It’s the Friday before check-out. The removals van is booked for Saturday morning. The kettle and one mug are the only things still on the worktop. The agent has just emailed asking what time you’ll be available for the inventory walk-through, and somewhere in your inbox is the original check-in report you barely read 12 months ago — the one the clerk will now compare every photo against.
That email is where most Essex tenancies start to go wrong. It’s rarely because tenants don’t clean. It’s because they clean to a “tidy” standard rather than to a documented professional one. And it’s because the local realities of Essex — hard water, commuter-rental wear patterns, the particular preferences of agents in Basildon, Brentwood, Chelmsford, and Tilbury — simply aren’t in the generic UK guides. So the result, year after year, is the same: deposits held for a re-clean that was cheaper and easier to prevent than to dispute.
This guide is the one we wish every Essex tenant read three weeks before check-out. It’s built from our team’s day-by-day jobs across Thurrock, Basildon, Brentwood, Chelmsford, Romford, and the Tilbury Riverside new-builds — not from generic UK cleaning advice. Use it as a roadmap whether you’re cleaning the flat yourself or booking a professional.
What “end of tenancy cleaning” actually means in Essex
End of tenancy cleaning is the deep clean performed at the end of a rental tenancy to return the property to the condition recorded in the check-in inventory. It is not a contractual requirement to use a professional company — the Tenant Fees Act 2019 made it illegal for landlords or agents to require professional cleaning as a condition of the tenancy (Source: gov.uk, Tenant Fees Act 2019 — guidance for tenants, retrieved 27 May 2026). What the legislation does allow is for landlords to deduct the reasonable cost of cleaning if the property is returned in a worse condition than at check-in, beyond fair wear and tear.

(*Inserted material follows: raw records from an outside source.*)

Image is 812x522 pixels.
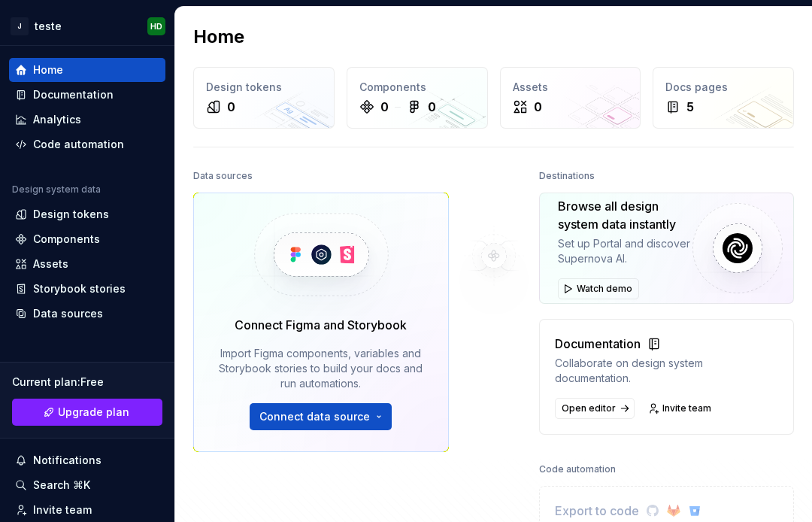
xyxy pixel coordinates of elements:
[33,112,81,127] div: Analytics
[9,498,166,522] a: Invite team
[250,403,392,431] button: Connect data source
[9,277,166,301] a: Storybook stories
[347,67,488,129] a: Components00
[193,67,335,129] a: Design tokens0
[561,402,616,415] span: Open editor
[9,108,166,132] a: Analytics
[33,232,100,247] div: Components
[58,405,129,420] span: Upgrade plan
[663,402,711,415] span: Invite team
[33,503,92,518] div: Invite team
[227,98,236,116] div: 0
[33,453,102,468] div: Notifications
[555,398,634,419] a: Open editor
[35,19,62,34] div: teste
[687,98,694,116] div: 5
[558,236,693,267] div: Set up Portal and discover Supernova AI.
[206,80,322,95] div: Design tokens
[9,448,166,473] button: Notifications
[9,474,166,497] button: Search ⌘K
[3,10,171,42] button: JtesteHD
[558,197,693,233] div: Browse all design system data instantly
[33,87,113,102] div: Documentation
[653,67,795,129] a: Docs pages5
[576,283,633,295] span: Watch demo
[500,67,642,129] a: Assets0
[259,409,370,424] span: Connect data source
[9,58,166,82] a: Home
[33,207,109,222] div: Design tokens
[9,83,166,107] a: Documentation
[12,183,101,196] div: Design system data
[151,21,163,33] div: HD
[193,25,244,49] h2: Home
[359,80,475,95] div: Components
[33,282,125,297] div: Storybook stories
[534,98,542,116] div: 0
[428,98,436,116] div: 0
[215,346,427,391] div: Import Figma components, variables and Storybook stories to build your docs and run automations.
[9,202,166,226] a: Design tokens
[12,374,163,390] div: Current plan : Free
[644,398,718,419] a: Invite team
[193,166,253,186] div: Data sources
[33,137,124,152] div: Code automation
[539,166,595,186] div: Destinations
[12,399,163,426] a: Upgrade plan
[9,252,166,276] a: Assets
[513,80,629,95] div: Assets
[9,301,166,326] a: Data sources
[9,132,166,156] a: Code automation
[381,98,389,116] div: 0
[10,17,29,36] div: J
[33,306,103,321] div: Data sources
[33,256,68,271] div: Assets
[9,227,166,251] a: Components
[665,80,781,95] div: Docs pages
[33,63,63,78] div: Home
[555,502,776,520] div: Export to code
[235,316,407,334] div: Connect Figma and Storybook
[558,278,639,299] button: Watch demo
[555,335,779,353] div: Documentation
[33,478,90,493] div: Search ⌘K
[539,459,616,480] div: Code automation
[555,356,779,386] div: Collaborate on design system documentation.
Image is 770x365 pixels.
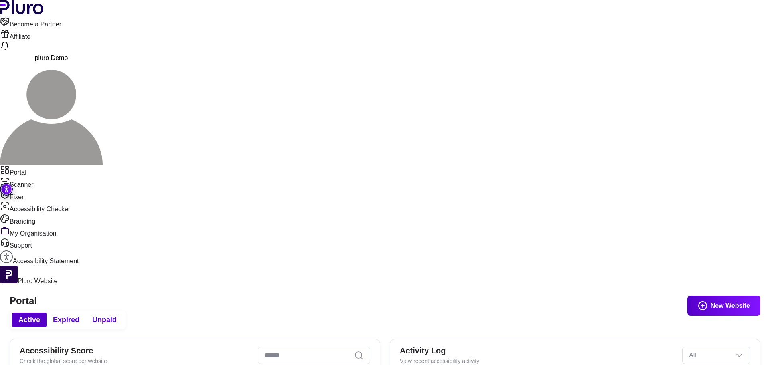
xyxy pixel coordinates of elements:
button: Unpaid [86,313,123,327]
span: pluro Demo [35,55,68,61]
div: Check the global score per website [20,357,252,365]
button: Expired [47,313,86,327]
input: Search [258,347,370,365]
span: Unpaid [92,315,117,325]
h1: Portal [10,296,761,307]
button: Active [12,313,47,327]
span: Expired [53,315,79,325]
div: Set sorting [682,347,751,365]
h2: Activity Log [400,346,676,356]
button: New Website [688,296,761,316]
div: View recent accessibility activity [400,357,676,365]
span: Active [18,315,40,325]
h2: Accessibility Score [20,346,252,356]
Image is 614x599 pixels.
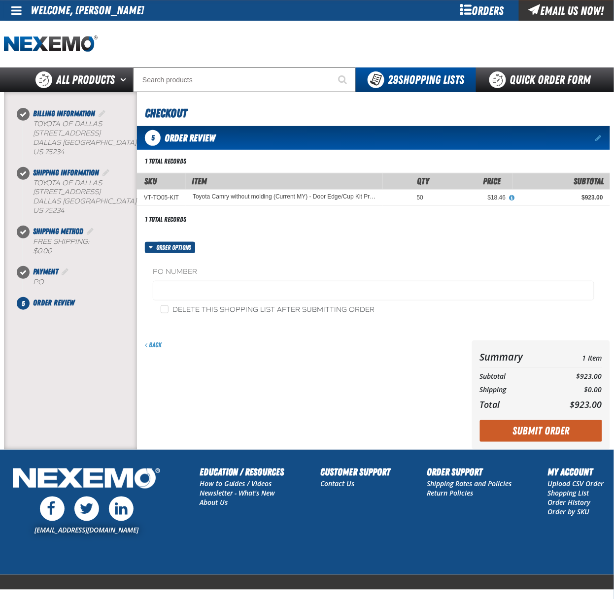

That distinction is where most disputes live. “Reasonable wear and tear” is the legal phrase. In practice, it covers things like slight carpet pile flattening in a hallway after 18 months, or a small mark on a paintable wall. But it does not cover a greasy extractor filter, a limescaled shower screen, an oven with carbonised spillage on the door glass, or a fridge that wasn’t defrosted before handover. Those are deductible. And in Essex, those are the items most consistently flagged.
In our experience across the region, the practical bar is this: every surface that was photographed clean at check-in needs to be photographed clean at check-out, with the date visible. The clerk’s job is to compare. Yours is to leave nothing for them to compare unfavourably.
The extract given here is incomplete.